We see the same things in cultural shows today. We see the same thing in the education of children today. About two weeks ago, I was present at an open lesson in a school, where a teacher was praised tremendously for holding an hour in which the children parroted what they had to learn for about six months. And they knew every detail about what the writer wanted to say, this or that thing. I don’t think the proposal that we should go into textbooks is viable. Well, I think that good literature must be included in textbooks, since the vast majority of the population stays with that, with what they learn in school. There, man makes his culture, there he still has time to read. But I think it would be very important if, finally, we could get rid of at least some of the writers who should not be in textbooks. And what is more serious, we should get rid of the way of approaching literature, which is absolutely tame for children. We are taking them away from literature, not bringing them closer, through what is done in the classroom today. Besides, another very dangerous thing happens in school: we cultivate taboos. We feel this very often, we also feel it in discussions like this, in symposia. Paradigmatic values ​​of a culture become closed statues, deities. There was talk here about representation at cultural centers and embassies. I want to tell you that embassies can do more things than what is said here. Of course, it is true that a cultural center is never allowed to trade, not even with books. But an embassy can do a lot for the culture of the country it represents. I will give you only two examples: I managed, I don’t know what happened after my departure, to take to Germany, to two large bookstores in two different cities, where there is a large Romanian population, Romanian books to be sold at German prices.

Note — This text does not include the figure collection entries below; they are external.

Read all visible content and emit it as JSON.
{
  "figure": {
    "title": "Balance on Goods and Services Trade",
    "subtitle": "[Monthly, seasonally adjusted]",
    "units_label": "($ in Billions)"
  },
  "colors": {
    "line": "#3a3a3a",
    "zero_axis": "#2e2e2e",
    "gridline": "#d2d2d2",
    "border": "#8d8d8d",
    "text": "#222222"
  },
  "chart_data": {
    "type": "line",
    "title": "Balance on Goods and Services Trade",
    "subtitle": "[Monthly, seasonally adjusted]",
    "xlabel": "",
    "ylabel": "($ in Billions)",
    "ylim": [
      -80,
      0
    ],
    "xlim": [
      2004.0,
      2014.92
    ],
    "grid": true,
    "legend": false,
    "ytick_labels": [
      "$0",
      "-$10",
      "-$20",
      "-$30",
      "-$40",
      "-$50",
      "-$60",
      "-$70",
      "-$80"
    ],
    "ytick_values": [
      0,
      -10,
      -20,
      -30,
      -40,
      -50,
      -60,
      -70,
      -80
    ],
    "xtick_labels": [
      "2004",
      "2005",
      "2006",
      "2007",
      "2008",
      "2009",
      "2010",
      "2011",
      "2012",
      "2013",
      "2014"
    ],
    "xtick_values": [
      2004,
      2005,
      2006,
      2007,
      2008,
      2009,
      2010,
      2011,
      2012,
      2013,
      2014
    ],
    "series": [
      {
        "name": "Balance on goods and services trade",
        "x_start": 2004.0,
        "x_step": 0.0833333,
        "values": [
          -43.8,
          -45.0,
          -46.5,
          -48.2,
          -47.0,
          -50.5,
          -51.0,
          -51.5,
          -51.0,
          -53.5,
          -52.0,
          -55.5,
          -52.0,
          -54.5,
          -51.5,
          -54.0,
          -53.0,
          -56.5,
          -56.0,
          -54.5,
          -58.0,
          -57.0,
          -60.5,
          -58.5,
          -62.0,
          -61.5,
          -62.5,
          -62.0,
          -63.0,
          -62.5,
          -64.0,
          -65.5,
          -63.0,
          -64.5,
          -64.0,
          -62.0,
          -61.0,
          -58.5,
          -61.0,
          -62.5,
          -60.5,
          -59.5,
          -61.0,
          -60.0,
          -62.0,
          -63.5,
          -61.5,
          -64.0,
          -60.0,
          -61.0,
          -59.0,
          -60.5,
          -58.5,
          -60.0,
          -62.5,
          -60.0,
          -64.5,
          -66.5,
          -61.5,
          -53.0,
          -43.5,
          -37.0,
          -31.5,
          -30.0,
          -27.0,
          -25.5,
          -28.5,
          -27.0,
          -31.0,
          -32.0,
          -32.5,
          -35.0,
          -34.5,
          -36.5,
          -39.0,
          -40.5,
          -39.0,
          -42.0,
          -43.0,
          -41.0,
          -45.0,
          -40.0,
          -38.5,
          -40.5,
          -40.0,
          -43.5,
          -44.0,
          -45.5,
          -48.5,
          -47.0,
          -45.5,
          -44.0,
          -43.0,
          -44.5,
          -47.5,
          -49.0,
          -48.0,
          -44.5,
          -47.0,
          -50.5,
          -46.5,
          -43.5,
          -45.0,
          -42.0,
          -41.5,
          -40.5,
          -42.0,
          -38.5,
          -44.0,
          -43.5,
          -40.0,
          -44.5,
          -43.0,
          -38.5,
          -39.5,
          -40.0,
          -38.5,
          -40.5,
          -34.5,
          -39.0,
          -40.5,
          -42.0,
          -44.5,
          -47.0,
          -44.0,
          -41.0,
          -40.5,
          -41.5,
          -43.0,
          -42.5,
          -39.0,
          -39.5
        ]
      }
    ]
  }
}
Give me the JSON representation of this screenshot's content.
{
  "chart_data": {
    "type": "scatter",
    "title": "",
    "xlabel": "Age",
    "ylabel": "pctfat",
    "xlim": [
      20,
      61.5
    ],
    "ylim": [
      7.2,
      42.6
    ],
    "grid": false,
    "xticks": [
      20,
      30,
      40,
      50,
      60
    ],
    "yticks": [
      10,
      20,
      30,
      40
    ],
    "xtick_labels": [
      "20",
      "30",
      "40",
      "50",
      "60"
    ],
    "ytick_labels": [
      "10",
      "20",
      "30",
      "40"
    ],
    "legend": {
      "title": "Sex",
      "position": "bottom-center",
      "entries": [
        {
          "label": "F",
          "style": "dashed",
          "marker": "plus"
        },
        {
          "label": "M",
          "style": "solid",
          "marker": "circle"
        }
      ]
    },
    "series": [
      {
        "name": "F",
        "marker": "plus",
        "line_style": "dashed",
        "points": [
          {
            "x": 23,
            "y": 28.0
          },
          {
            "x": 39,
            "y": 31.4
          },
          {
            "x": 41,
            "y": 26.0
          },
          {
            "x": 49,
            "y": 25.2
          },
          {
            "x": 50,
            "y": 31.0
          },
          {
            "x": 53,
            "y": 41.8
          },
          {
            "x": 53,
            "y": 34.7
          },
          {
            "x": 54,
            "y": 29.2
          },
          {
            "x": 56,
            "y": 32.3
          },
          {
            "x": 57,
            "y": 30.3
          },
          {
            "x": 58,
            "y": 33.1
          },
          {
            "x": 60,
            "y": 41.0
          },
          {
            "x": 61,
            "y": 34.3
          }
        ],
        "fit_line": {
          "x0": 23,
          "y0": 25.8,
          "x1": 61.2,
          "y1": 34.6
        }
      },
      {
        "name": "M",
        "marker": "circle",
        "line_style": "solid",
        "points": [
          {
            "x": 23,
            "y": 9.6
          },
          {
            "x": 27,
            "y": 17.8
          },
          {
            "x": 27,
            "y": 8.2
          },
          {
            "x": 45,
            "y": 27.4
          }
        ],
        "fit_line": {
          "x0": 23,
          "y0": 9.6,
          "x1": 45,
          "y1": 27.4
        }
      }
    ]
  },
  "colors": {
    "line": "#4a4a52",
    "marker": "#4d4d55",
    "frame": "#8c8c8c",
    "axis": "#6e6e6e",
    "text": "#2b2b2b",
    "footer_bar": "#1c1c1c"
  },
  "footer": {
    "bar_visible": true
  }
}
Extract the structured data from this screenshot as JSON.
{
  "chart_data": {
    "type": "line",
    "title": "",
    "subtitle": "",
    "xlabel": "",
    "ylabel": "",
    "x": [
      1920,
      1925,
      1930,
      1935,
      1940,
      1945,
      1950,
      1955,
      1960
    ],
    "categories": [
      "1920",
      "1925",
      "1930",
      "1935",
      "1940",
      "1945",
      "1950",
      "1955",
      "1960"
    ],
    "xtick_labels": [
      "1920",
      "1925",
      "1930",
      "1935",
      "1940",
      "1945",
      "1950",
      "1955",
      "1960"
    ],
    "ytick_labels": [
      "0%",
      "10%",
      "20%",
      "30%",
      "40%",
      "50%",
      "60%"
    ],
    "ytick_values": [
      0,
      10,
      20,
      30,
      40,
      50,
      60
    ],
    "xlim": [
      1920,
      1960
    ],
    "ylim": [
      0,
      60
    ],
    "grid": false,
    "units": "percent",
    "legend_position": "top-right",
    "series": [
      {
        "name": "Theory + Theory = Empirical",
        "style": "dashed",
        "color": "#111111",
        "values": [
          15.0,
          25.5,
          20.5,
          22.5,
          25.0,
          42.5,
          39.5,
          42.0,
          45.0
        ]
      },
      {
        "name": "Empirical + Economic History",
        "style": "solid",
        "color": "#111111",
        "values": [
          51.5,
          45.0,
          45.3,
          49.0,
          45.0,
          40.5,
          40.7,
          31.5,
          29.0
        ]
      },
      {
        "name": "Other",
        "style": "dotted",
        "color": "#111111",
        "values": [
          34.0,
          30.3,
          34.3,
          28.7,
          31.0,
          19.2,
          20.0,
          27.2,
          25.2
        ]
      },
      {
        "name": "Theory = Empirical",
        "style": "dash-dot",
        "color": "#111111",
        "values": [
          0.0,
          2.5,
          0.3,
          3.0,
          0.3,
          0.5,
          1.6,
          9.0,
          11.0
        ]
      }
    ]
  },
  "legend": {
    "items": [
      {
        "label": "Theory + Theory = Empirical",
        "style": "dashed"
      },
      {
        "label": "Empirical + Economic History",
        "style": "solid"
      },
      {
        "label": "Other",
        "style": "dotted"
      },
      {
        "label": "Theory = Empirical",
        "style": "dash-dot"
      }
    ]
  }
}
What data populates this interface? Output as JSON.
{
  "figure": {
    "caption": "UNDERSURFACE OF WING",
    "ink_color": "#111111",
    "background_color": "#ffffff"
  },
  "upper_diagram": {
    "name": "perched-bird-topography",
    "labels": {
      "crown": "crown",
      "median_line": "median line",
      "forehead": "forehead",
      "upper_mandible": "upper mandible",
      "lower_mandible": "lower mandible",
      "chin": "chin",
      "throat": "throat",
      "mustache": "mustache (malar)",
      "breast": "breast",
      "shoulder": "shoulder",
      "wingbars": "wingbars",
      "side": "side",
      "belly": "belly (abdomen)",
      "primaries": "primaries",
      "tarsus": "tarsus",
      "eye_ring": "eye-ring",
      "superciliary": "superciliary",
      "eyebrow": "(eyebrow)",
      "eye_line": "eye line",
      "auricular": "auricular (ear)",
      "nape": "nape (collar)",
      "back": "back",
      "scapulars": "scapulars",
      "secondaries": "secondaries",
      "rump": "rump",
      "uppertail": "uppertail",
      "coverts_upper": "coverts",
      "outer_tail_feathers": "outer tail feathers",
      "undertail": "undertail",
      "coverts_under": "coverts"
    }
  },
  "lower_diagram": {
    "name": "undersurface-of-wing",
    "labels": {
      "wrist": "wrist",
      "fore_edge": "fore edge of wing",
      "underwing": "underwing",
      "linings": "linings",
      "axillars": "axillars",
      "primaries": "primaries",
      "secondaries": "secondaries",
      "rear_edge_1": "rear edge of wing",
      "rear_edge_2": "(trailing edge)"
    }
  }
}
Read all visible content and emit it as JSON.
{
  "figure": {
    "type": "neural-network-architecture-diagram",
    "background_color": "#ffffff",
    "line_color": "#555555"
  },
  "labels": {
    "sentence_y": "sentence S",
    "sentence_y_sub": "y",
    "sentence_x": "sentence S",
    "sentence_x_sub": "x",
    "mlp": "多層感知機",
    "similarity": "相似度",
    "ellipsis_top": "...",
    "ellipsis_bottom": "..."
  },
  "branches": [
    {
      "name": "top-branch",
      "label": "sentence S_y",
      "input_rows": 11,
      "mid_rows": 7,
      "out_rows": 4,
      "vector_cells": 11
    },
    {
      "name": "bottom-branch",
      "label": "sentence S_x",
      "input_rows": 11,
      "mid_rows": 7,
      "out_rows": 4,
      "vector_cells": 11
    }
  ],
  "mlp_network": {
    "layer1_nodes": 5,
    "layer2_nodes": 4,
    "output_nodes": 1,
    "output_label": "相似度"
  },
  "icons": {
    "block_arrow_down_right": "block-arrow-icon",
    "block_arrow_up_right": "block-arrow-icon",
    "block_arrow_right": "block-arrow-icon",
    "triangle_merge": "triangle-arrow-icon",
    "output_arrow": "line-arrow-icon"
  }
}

But I also want to tell you something else: something even more important can be done and which is not necessarily related only to literature. I managed to assemble a complex of galleries in Germany that would host Romanian art there and sell it. In this way, many exhibitors could be seen in Germany. They kept announcing themselves, more and more galleries gathered. So, an embassy could do a lot of things and gather cultural personalities around it. I want to tell you that when I arrived in Germany, there was only one Romanian writer from Germany on the computer, who unfortunately is no longer alive and whose name was Marius Oniceanu de Veneşia Clopoceanu. The opera was suitable, it was published in Romania by the Romanian Cultural Foundation. I have added many personalities and writers from Germany to the computer; names that disappeared with my departure from there, according to what I was told. We must not think that more cannot be done. I reckon that the chance of the Romanian writer, at the present time, is much higher than it is believed, than it is suspected. And I’m going to tell you something that I’m convinced of: we’re going through a terribly difficult economic period, we’re going through a terribly difficult political crisis, and last but not least, the moral crisis. Always, in such periods, the writers were those bearers of hope. Even during the dictatorship, the writer had a privileged status in that he was the one who brought hope to the other citizens. I think that in these very difficult times, we return not only to the holy, we also return to art as a hope. And I also believe that this difficult, very difficult and painful moment is, paradoxically, a glorious moment for Romanian culture.